Succeeding John Galliano in the delicate exercise of a haute couture runway show is akin to following Freddie Mercury on stage an endeavor that requires as much daring as mastery. Glenn Martens, the latest to step into this demanding arena, did not choose the path of least resistance. As Renzo Rosso, the hedonistic yet clear-sighted entrepreneur, would say: “We all work like madmen.” The times offer little respite to creators.
It was within the brutalist setting of Le Centquatre—Paris’ former municipal funeral servicesthat Martens unveiled his first haute couture collection for Maison Margiela on Wednesday night. The venue itself evokes a Beckettian stage, where the vanity of splendor meets the memory of death. It was here, in 2009, that Martin Margiela orchestrated his own quiet exit, under a rain of golden confetti a baroque farewell where the artist vanished, leaving only his work behind.
Yet far from a static burial, Martens delivered a poetic and unsettling exhumation, faithful to the house’s deconstructivist legacy while injecting his own vision one where gothic relics meet post-industrial brutality. The house’s iconic masks, once discreet veils of mystery, have become transparent prisons, evoking not so much arty coquettishness as Antonin Artaud’s Theatre of Cruelty. Some silhouettes wore metallic helmets, part medieval armor, part futuristic torture device an aesthetic somewhere between J.G. Ballard’s dystopias and H.R. Giger’s tortured visions.
The garments themselves displayed a rare plastic erudition: plastic trench coats printed like 17th-century Flemish still lifes, acid-yellow chiffon dresses, patinated jewelry seemingly rescued from a Bruges flea market each piece resembled a fragment of a museum reinterpreted through the lens of contemporary chaos. In Martens’ hands, haute couture becomes a still life in motion: the frozen birds of Snyders or Heda seem to escape from their tulle and brocade cages, piercing the static frame of art history to embody the anxious modernity of the 21st century.
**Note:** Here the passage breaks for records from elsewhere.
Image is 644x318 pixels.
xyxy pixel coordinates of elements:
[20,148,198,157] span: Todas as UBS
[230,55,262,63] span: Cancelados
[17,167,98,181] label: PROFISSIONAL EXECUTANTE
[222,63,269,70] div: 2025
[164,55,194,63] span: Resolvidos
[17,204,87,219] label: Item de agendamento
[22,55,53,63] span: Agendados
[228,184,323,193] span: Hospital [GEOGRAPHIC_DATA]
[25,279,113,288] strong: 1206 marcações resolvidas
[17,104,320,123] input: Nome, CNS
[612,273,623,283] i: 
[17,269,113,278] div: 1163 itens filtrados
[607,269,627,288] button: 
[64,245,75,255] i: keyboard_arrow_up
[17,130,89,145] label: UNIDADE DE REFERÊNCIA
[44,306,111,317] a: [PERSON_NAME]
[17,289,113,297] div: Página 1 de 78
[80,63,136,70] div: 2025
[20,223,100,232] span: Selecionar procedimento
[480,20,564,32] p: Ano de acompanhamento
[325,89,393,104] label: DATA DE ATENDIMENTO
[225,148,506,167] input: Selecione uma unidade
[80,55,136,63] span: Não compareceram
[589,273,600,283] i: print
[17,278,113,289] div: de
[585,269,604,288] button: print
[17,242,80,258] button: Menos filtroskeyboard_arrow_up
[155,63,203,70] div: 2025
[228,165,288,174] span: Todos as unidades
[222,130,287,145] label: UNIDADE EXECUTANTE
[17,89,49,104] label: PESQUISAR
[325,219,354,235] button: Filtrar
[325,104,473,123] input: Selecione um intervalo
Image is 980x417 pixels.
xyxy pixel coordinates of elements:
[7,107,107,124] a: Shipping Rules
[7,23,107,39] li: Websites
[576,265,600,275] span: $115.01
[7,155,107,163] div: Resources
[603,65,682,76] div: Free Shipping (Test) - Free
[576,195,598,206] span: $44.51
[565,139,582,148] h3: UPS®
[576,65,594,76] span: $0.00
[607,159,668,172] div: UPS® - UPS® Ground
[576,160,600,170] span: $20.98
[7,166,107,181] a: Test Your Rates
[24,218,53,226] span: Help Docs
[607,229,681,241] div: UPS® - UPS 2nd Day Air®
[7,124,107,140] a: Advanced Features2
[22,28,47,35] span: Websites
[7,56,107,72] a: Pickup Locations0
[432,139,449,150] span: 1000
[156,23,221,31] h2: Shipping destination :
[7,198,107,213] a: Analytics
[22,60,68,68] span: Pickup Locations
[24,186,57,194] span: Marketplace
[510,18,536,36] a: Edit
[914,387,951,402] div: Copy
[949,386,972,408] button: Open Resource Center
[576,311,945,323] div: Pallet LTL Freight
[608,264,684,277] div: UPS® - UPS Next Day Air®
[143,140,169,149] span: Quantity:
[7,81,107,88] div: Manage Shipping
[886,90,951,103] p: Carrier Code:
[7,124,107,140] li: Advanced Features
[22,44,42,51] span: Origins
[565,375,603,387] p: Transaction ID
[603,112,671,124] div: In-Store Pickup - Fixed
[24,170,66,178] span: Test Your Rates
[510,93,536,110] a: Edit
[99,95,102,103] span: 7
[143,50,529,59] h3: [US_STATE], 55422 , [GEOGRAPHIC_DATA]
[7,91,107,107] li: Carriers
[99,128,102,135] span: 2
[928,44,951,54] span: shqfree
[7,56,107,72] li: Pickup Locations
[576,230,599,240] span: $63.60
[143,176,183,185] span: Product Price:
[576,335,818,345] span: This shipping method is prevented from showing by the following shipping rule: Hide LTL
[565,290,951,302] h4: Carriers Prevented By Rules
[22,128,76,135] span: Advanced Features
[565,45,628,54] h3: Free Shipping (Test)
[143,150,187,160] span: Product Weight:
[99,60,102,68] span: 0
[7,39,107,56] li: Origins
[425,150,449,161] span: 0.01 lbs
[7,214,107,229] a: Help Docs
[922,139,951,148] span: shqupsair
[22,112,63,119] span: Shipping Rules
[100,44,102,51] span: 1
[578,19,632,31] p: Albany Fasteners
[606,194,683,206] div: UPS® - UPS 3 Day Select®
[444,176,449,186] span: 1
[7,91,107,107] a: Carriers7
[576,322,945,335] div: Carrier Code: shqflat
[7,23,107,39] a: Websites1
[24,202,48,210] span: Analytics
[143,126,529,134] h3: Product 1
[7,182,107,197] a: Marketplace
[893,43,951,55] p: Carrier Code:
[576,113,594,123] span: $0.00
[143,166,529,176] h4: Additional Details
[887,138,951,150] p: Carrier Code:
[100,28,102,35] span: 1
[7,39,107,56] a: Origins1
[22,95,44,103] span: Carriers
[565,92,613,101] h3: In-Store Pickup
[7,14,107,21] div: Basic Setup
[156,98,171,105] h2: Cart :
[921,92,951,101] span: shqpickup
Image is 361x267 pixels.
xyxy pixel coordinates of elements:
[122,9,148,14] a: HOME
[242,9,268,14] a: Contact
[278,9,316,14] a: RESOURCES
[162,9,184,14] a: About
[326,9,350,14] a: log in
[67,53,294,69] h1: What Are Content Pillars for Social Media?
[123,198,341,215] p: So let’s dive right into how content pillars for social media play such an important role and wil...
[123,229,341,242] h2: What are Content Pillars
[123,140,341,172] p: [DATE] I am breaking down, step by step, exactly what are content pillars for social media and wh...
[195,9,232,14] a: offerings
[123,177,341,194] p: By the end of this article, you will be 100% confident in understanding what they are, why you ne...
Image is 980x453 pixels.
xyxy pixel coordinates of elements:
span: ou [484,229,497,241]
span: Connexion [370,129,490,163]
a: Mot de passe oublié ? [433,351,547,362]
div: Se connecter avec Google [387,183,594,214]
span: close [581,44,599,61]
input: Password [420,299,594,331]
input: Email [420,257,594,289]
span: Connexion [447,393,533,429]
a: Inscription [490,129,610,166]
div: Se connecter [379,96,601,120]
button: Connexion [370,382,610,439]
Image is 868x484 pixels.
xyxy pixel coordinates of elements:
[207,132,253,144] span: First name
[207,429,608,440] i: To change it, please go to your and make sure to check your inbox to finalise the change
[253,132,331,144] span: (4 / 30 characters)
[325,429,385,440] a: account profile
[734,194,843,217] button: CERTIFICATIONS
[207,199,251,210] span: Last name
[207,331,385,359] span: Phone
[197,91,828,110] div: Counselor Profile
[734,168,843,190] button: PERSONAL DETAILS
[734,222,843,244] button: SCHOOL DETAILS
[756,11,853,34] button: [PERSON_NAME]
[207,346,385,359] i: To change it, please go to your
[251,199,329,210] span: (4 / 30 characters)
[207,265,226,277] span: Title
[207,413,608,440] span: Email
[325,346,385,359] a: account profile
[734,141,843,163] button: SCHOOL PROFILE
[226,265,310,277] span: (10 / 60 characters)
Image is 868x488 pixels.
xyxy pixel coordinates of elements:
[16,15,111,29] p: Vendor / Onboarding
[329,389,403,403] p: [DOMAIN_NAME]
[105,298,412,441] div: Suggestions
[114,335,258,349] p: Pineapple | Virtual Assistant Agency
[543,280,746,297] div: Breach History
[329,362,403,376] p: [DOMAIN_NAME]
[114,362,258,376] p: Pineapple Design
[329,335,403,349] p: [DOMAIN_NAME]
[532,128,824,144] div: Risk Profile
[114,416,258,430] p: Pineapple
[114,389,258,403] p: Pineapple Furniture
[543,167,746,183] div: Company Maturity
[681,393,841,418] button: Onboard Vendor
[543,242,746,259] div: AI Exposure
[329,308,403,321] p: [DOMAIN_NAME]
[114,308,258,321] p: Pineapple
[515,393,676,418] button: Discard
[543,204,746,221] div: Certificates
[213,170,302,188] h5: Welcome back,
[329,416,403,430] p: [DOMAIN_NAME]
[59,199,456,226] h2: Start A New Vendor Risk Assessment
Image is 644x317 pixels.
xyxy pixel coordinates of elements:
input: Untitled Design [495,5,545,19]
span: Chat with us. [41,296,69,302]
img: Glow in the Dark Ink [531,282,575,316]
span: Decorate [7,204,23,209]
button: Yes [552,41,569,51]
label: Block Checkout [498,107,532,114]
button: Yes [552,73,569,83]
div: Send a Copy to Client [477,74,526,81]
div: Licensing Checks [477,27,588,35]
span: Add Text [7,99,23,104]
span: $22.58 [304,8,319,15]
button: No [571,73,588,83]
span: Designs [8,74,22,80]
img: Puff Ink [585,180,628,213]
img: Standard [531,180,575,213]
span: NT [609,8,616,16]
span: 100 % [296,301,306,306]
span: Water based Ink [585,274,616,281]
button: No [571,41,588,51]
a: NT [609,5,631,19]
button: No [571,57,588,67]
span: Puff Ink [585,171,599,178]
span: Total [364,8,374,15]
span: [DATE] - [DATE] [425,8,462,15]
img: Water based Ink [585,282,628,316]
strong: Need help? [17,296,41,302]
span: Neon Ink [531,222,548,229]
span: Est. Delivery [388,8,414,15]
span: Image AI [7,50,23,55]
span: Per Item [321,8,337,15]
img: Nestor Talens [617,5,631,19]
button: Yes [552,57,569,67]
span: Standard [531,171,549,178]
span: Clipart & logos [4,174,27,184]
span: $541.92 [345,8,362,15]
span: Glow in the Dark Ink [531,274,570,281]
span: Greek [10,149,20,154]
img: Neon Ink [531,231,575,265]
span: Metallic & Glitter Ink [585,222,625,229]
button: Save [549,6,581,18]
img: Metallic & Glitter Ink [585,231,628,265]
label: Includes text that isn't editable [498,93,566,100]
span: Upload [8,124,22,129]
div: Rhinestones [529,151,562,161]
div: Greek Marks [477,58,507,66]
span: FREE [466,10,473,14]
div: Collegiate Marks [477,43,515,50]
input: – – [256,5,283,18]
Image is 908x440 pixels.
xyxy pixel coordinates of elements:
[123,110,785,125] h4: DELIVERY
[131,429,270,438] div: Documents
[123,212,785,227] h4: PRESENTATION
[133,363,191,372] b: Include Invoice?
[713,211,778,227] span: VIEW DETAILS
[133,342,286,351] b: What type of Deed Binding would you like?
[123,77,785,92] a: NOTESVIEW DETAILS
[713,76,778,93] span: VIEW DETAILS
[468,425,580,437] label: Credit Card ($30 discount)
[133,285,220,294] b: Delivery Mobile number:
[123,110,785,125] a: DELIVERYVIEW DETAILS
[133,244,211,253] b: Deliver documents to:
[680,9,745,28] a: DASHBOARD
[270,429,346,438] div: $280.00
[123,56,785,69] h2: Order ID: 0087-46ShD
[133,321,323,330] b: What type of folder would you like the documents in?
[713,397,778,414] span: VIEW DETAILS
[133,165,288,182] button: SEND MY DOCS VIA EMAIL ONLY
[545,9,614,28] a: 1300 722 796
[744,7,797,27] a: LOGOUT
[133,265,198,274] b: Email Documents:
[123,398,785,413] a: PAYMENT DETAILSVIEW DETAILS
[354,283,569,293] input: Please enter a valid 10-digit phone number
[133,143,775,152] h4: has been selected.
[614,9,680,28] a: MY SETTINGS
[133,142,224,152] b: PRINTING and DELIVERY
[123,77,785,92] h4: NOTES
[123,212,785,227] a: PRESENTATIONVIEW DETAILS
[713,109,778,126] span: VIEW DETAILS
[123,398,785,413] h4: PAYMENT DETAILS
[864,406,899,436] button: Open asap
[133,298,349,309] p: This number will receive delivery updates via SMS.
The most striking moment of the show was perhaps a bronzed gown, reminiscent of Dead Can Dance’s gothic album covers, where the silhouette struggled beneath the weight of duchess satin, like a baroque creature trapped in its own magnificence half Cardi B, half Blade Runner heroine.
Far from mere quotation, Martens experiments with material, bending, twisting, and constraining it until it says something beyond its original purpose. Like Franck Sorbier in his early years or Rei Kawakubo in her most radical experiments, he transcends appearance to question the very structure of clothing.
In short, Glenn Martens did not seek to please at all costs. He preferred to disturb, intrigue, and provoke. And perhaps it is in this tension between homage and subversion that the true essence of contemporary haute couture resides: no longer simply clothing the world, but holding up a mirror to it—at once cruel and exhilarating.